What happened to fashion’s hypebeast culture?

The culture of voracious consumerism that defined early-2000s streetwear shaped how we shop todayIllustration by Wenting Li
About seven years ago, I impulse-bought a cropped gray hoodie from TNT in Toronto on deep discount. The sweatshirt was designed by Yeezy, the luxury streetwear brand founded by Kanye West in 2016 that quickly became a staple in the closets of many men in their mid-20s. It was cut far boxier than the utilitarian styles I wore from Champion and Uniqlo, which was the only visible marker that it was a piece of capital-F fashion.
After a year of wearing it, I realized the sartorial experiment had failed and I donated the hoodie to my cousin. Three years my junior, he grew up in the early 2000s idolizing a preproblematic West, whose daring outfits (pairing a leather Givenchy kilt with a hoodie and sneakers or wearing a women’s blouse by Céline) helped merge the worlds of streetwear and high fashion. This cultural convergence gave birth to the modern-day “hypebeast,” a slightly uncomplimentary term for a trend-chasing super-consumer, popularized in 2005 when Kevin Ma launched Hypebeast, a streetwear blog. My cousin wasn’t a dyed-in-the-wool hypebeast, but when he wore the hoodie, it looked like a symbol of pop cultural belonging, distilling the peak streetwear era of oversized silhouettes, bold graphics and a Noah’s Ark of sneakers. On me, it had looked like a costume.
The global success of streetwear brand Yeezy helped propel the rise of niche streetwear brands with loyal communities around them.Seth Wenig/The Associated Press
Yeezy’s global success helped propel the rise of niche streetwear brands with loyal communities around them, such as Stüssy and Supreme. West’s onetime creative accomplice, the late Virgil Abloh, founded the metatextual streetwear brand Off-White. Matthew Williams, another close collaborator of both, launched his hardware-heavy line, Alyx. Eventually, many of these names landed at establishment fashion houses (Abloh at Louis Vuitton, Williams at Givenchy), and, almost without anyone really noticing, hypebest culture was eclipsed by a cloud of TikTok aesthetics and choose-your-own-adventure dressing. Or was it?
“We’re not going to see as many Gucci logo hoodies,” says Chris Black, a brand consultant and co-host of the podcast, How Long Gone. “But the way kids would go into a record store or a skate shop, that’s what fashion is now for young men.” As streetwear became fashion and fashion became pop culture, men changed how they shopped. The hypebeast frenzy of doing anything for the latest buy – overnight, around-the-block lineups and all – is reflected in the social media circus and resale platforms that define consumption today. What was once part of a subculture is now a norm.
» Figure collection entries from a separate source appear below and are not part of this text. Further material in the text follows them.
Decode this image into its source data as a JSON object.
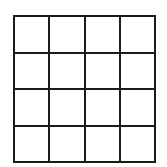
{
  "canvas": {
    "background_color": "#ffffff"
  },
  "grid": {
    "rows": 4,
    "cols": 4,
    "line_color": "#1b1b1b",
    "line_thickness_px": 2,
    "cell_color": "#ffffff"
  }
}
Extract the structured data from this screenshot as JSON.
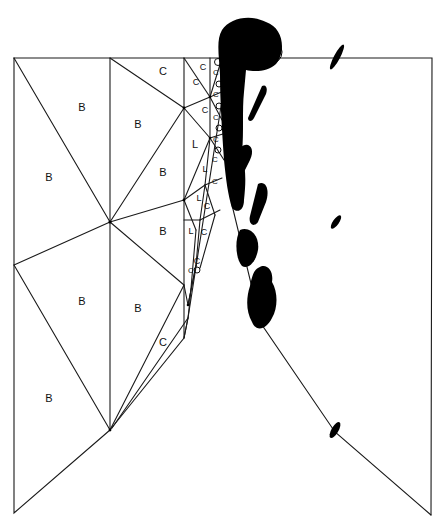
{
  "diagram": {
    "type": "finite-element-mesh",
    "colors": {
      "line": "#1a1a1a",
      "blob": "#000000",
      "background": "#ffffff"
    },
    "labels": [
      {
        "text": "C",
        "x": 163,
        "y": 72,
        "size": 11
      },
      {
        "text": "B",
        "x": 82,
        "y": 108,
        "size": 11
      },
      {
        "text": "B",
        "x": 138,
        "y": 125,
        "size": 11
      },
      {
        "text": "B",
        "x": 49,
        "y": 178,
        "size": 11
      },
      {
        "text": "B",
        "x": 163,
        "y": 173,
        "size": 11
      },
      {
        "text": "L",
        "x": 195,
        "y": 145,
        "size": 11
      },
      {
        "text": "B",
        "x": 163,
        "y": 232,
        "size": 11
      },
      {
        "text": "B",
        "x": 82,
        "y": 302,
        "size": 11
      },
      {
        "text": "B",
        "x": 138,
        "y": 309,
        "size": 11
      },
      {
        "text": "C",
        "x": 163,
        "y": 343,
        "size": 11
      },
      {
        "text": "B",
        "x": 49,
        "y": 399,
        "size": 11
      },
      {
        "text": "C",
        "x": 203,
        "y": 68,
        "size": 9
      },
      {
        "text": "C",
        "x": 196,
        "y": 83,
        "size": 9
      },
      {
        "text": "C",
        "x": 205,
        "y": 111,
        "size": 9
      },
      {
        "text": "C",
        "x": 216,
        "y": 73,
        "size": 8
      },
      {
        "text": "C",
        "x": 216,
        "y": 95,
        "size": 8
      },
      {
        "text": "C",
        "x": 216,
        "y": 118,
        "size": 8
      },
      {
        "text": "C",
        "x": 216,
        "y": 140,
        "size": 8
      },
      {
        "text": "L",
        "x": 205,
        "y": 170,
        "size": 9
      },
      {
        "text": "C",
        "x": 215,
        "y": 160,
        "size": 8
      },
      {
        "text": "C",
        "x": 207,
        "y": 207,
        "size": 9
      },
      {
        "text": "L",
        "x": 199,
        "y": 199,
        "size": 9
      },
      {
        "text": "L",
        "x": 191,
        "y": 232,
        "size": 9
      },
      {
        "text": "C",
        "x": 204,
        "y": 233,
        "size": 9
      },
      {
        "text": "C",
        "x": 197,
        "y": 262,
        "size": 9
      },
      {
        "text": "C",
        "x": 191,
        "y": 271,
        "size": 8
      },
      {
        "text": "C",
        "x": 215,
        "y": 182,
        "size": 8
      }
    ]
  }
}
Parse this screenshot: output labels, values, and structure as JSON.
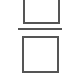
{
  "icon": {
    "name": "fraction-divide-icon",
    "stroke_color": "#555555",
    "background": "#ffffff",
    "parts": [
      "numerator-box",
      "fraction-bar",
      "denominator-box"
    ]
  }
}
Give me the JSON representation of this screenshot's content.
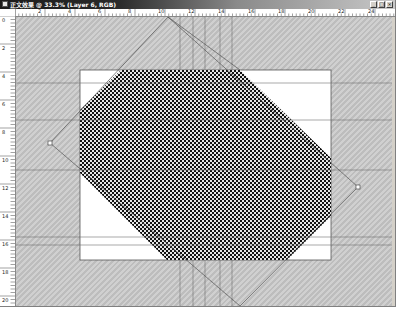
{
  "window": {
    "title": "正文效果 @ 33.3% (Layer 6, RGB)",
    "buttons": {
      "minimize": "_",
      "maximize": "□",
      "close": "×"
    }
  },
  "ruler_top": {
    "labels": [
      "2",
      "4",
      "6",
      "8",
      "10",
      "12",
      "14",
      "16",
      "18",
      "20",
      "22",
      "24"
    ]
  },
  "ruler_left": {
    "labels": [
      "0",
      "2",
      "4",
      "6",
      "8",
      "10",
      "12",
      "14",
      "16",
      "18",
      "20"
    ]
  },
  "canvas": {
    "zoom": "33.3%",
    "layer": "Layer 6",
    "mode": "RGB",
    "colors": {
      "background_hatch": "#c4c4c4",
      "document": "#ffffff",
      "pattern": "#1a1a1a",
      "guide": "#6e6e6e"
    }
  }
}
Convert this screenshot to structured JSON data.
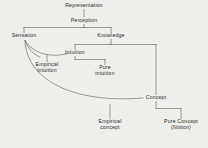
{
  "diagram": {
    "background_color": "#eeeeea",
    "line_color": "#5a5a5a",
    "text_color": "#2a2a2a",
    "nodes": [
      {
        "id": "representation",
        "label": "Representation",
        "x": 84,
        "y": 6
      },
      {
        "id": "perception",
        "label": "Perception",
        "x": 84,
        "y": 21
      },
      {
        "id": "sensation",
        "label": "Sensation",
        "x": 24,
        "y": 36
      },
      {
        "id": "knowledge",
        "label": "Knowledge",
        "x": 111,
        "y": 36
      },
      {
        "id": "intuition",
        "label": "Intuition",
        "x": 75,
        "y": 53
      },
      {
        "id": "empirical-intuition",
        "label": "Empirical\nintuition",
        "x": 47,
        "y": 65
      },
      {
        "id": "pure-intuition",
        "label": "Pure\nintuition",
        "x": 105,
        "y": 68
      },
      {
        "id": "concept",
        "label": "Concept",
        "x": 156,
        "y": 98
      },
      {
        "id": "empirical-concept",
        "label": "Empirical\nconcept",
        "x": 110,
        "y": 122
      },
      {
        "id": "pure-concept",
        "label": "Pure Concept\n(Notion)",
        "x": 181,
        "y": 122
      }
    ],
    "edges": [
      {
        "id": "representation-to-perception",
        "from": "representation",
        "to": "perception",
        "kind": "vertical"
      },
      {
        "id": "perception-to-sensation",
        "from": "perception",
        "to": "sensation",
        "kind": "bracket"
      },
      {
        "id": "perception-to-knowledge",
        "from": "perception",
        "to": "knowledge",
        "kind": "bracket"
      },
      {
        "id": "sensation-to-intuition",
        "from": "sensation",
        "to": "intuition",
        "kind": "curve"
      },
      {
        "id": "sensation-to-empirical-intuition",
        "from": "sensation",
        "to": "empirical-intuition",
        "kind": "curve"
      },
      {
        "id": "knowledge-to-intuition",
        "from": "knowledge",
        "to": "intuition",
        "kind": "bracket"
      },
      {
        "id": "knowledge-to-concept",
        "from": "knowledge",
        "to": "concept",
        "kind": "bracket"
      },
      {
        "id": "intuition-to-pure-intuition",
        "from": "intuition",
        "to": "pure-intuition",
        "kind": "bracket"
      },
      {
        "id": "sensation-to-empirical-concept",
        "from": "sensation",
        "to": "empirical-concept",
        "kind": "curve"
      },
      {
        "id": "concept-to-empirical-concept",
        "from": "concept",
        "to": "empirical-concept",
        "kind": "curve"
      },
      {
        "id": "concept-to-pure-concept",
        "from": "concept",
        "to": "pure-concept",
        "kind": "bracket"
      }
    ]
  }
}
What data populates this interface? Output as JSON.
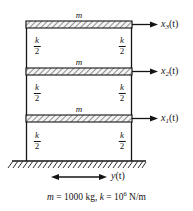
{
  "figure": {
    "caption": {
      "mass_symbol": "m",
      "equals_1": "=",
      "mass_value": "1000 kg,",
      "stiffness_symbol": "k",
      "equals_2": "=",
      "stiffness_base": "10",
      "stiffness_exponent": "6",
      "stiffness_units": "N/m",
      "full_text": "m = 1000 kg, k = 10^6 N/m"
    },
    "floors": [
      {
        "id": "floor-3",
        "mass_label": "m",
        "displacement_symbol": "x",
        "displacement_subscript": "3",
        "displacement_arg": "(t)",
        "displacement_label": "x3(t)"
      },
      {
        "id": "floor-2",
        "mass_label": "m",
        "displacement_symbol": "x",
        "displacement_subscript": "2",
        "displacement_arg": "(t)",
        "displacement_label": "x2(t)"
      },
      {
        "id": "floor-1",
        "mass_label": "m",
        "displacement_symbol": "x",
        "displacement_subscript": "1",
        "displacement_arg": "(t)",
        "displacement_label": "x1(t)"
      }
    ],
    "springs": {
      "numerator": "k",
      "denominator": "2",
      "label": "k/2",
      "count": 6,
      "positions": [
        "story-3-left",
        "story-3-right",
        "story-2-left",
        "story-2-right",
        "story-1-left",
        "story-1-right"
      ]
    },
    "ground": {
      "excitation_symbol": "y",
      "excitation_arg": "(t)",
      "excitation_label": "y(t)"
    },
    "colors": {
      "line": "#141414",
      "hatch": "#4a4a4a",
      "fill": "#f2f2f2",
      "background": "#ffffff",
      "text": "#141414"
    }
  }
}
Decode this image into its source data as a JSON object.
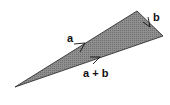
{
  "caption": "the direction of a and b on them each",
  "diagram": {
    "type": "vector-triangle",
    "fill_color": "#8a8a8a",
    "stroke_color": "#222222",
    "vertices": {
      "tail": [
        15,
        87
      ],
      "apex": [
        137,
        11
      ],
      "right": [
        163,
        36
      ]
    },
    "labels": {
      "a": "a",
      "b": "b",
      "sum": "a + b"
    }
  }
}
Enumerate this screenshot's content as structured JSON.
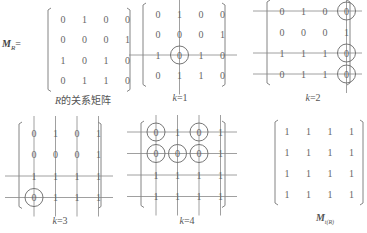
{
  "figure": {
    "left_label": {
      "symbol": "M",
      "subscript": "R",
      "equals": "="
    },
    "panels": [
      {
        "id": "R",
        "caption_italic": "R",
        "caption_rest": "的关系矩阵",
        "matrix": [
          [
            0,
            1,
            0,
            0
          ],
          [
            0,
            0,
            0,
            1
          ],
          [
            1,
            0,
            1,
            0
          ],
          [
            0,
            1,
            1,
            0
          ]
        ],
        "h_lines": [],
        "v_lines": [],
        "circles": []
      },
      {
        "id": "k1",
        "caption_italic": "k",
        "caption_rest": "=1",
        "matrix": [
          [
            0,
            1,
            0,
            0
          ],
          [
            0,
            0,
            0,
            1
          ],
          [
            1,
            0,
            1,
            0
          ],
          [
            0,
            1,
            1,
            0
          ]
        ],
        "h_lines": [
          3
        ],
        "v_lines": [
          2
        ],
        "circles": [
          [
            3,
            2
          ]
        ]
      },
      {
        "id": "k2",
        "caption_italic": "k",
        "caption_rest": "=2",
        "matrix": [
          [
            0,
            1,
            0,
            0
          ],
          [
            0,
            0,
            0,
            1
          ],
          [
            1,
            1,
            1,
            0
          ],
          [
            0,
            1,
            1,
            0
          ]
        ],
        "h_lines": [
          1,
          3,
          4
        ],
        "v_lines": [
          4
        ],
        "circles": [
          [
            1,
            4
          ],
          [
            3,
            4
          ],
          [
            4,
            4
          ]
        ]
      },
      {
        "id": "k3",
        "caption_italic": "k",
        "caption_rest": "=3",
        "matrix": [
          [
            0,
            1,
            0,
            1
          ],
          [
            0,
            0,
            0,
            1
          ],
          [
            1,
            1,
            1,
            1
          ],
          [
            0,
            1,
            1,
            1
          ]
        ],
        "h_lines": [
          3,
          4
        ],
        "v_lines": [
          1,
          2,
          3,
          4
        ],
        "circles": [
          [
            4,
            1
          ]
        ]
      },
      {
        "id": "k4",
        "caption_italic": "k",
        "caption_rest": "=4",
        "matrix": [
          [
            0,
            1,
            0,
            1
          ],
          [
            0,
            0,
            0,
            1
          ],
          [
            1,
            1,
            1,
            1
          ],
          [
            1,
            1,
            1,
            1
          ]
        ],
        "h_lines": [
          1,
          2,
          3,
          4
        ],
        "v_lines": [
          1,
          2,
          3,
          4
        ],
        "circles": [
          [
            1,
            1
          ],
          [
            1,
            3
          ],
          [
            2,
            1
          ],
          [
            2,
            2
          ],
          [
            2,
            3
          ]
        ]
      },
      {
        "id": "tR",
        "caption_symbol": "M",
        "caption_subscript": "t(R)",
        "matrix": [
          [
            1,
            1,
            1,
            1
          ],
          [
            1,
            1,
            1,
            1
          ],
          [
            1,
            1,
            1,
            1
          ],
          [
            1,
            1,
            1,
            1
          ]
        ],
        "h_lines": [],
        "v_lines": [],
        "circles": []
      }
    ]
  }
}
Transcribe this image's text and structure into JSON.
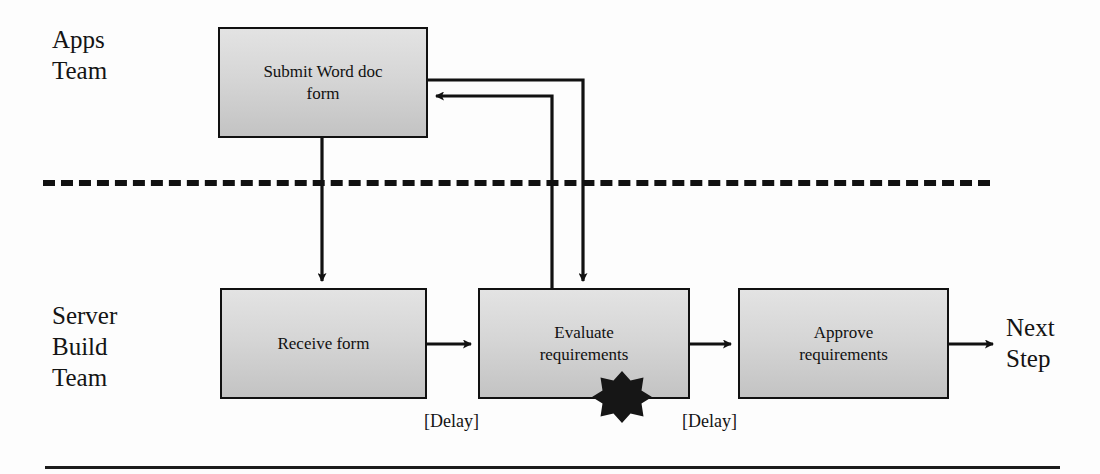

The continued relevance of brands such as Stüssy and Palace prove that streetwear still has a pulse. But its hold on luxury fashion has waned, forcing a kind of conscious uncoupling. Jack Stanley, a style writer who pens Heavy Weather, a Substack newsletter that studies how brands operate, distinguishes between streetwear and hypebeast cultures. The former was connected to music and art, it was “something that had started with skateboarders that become incredibly luxurious,” he says. The latter typified “a voracious appetite for new things. In hindsight, all of that” – the constant drops and endless collaborations – “got too extreme.” The move away from oversized hoodies to, say, designer Phoebe Philo’s mature minimalism or Y2K revivalism is just part of the natural, lightning speed cycle of the fashion industry (and to streetwear’s credit, Philo often releases new pieces in drop-style collections, just like her hypebeast-satisfying forbearers.)
Are former Abloh acolytes still clutching their credit cards before the next Supreme drop? Sort of. The hypebeasts I know have grown out of certain brands such as Off-White but still get excited by something rare like a Supreme x Yohji Yamamoto T-shirt. Brands like Chrome Hearts still get some love because they conjure a nostalgic feeling for the street culture and aesthetics that creative directors such as West and Abloh brought into the mainstream over the past 25 years.
“I think that streetwear, being a relatively affordable way to participate in consumerism as a young person, is kind of what will keep it alive,” Black says. Plus, he says, there’s a community element that continues to rally shoppers. That sense of belonging guarantees that floppy-haired teen boys continue to spill out of Supreme stores in New York and London.
The hypebeast culture of competitive consumerism thrived alongside the growth of the influencer economy, when real people transformed into marketing megaphones. Maybe if that business cools, the hype will die down for good.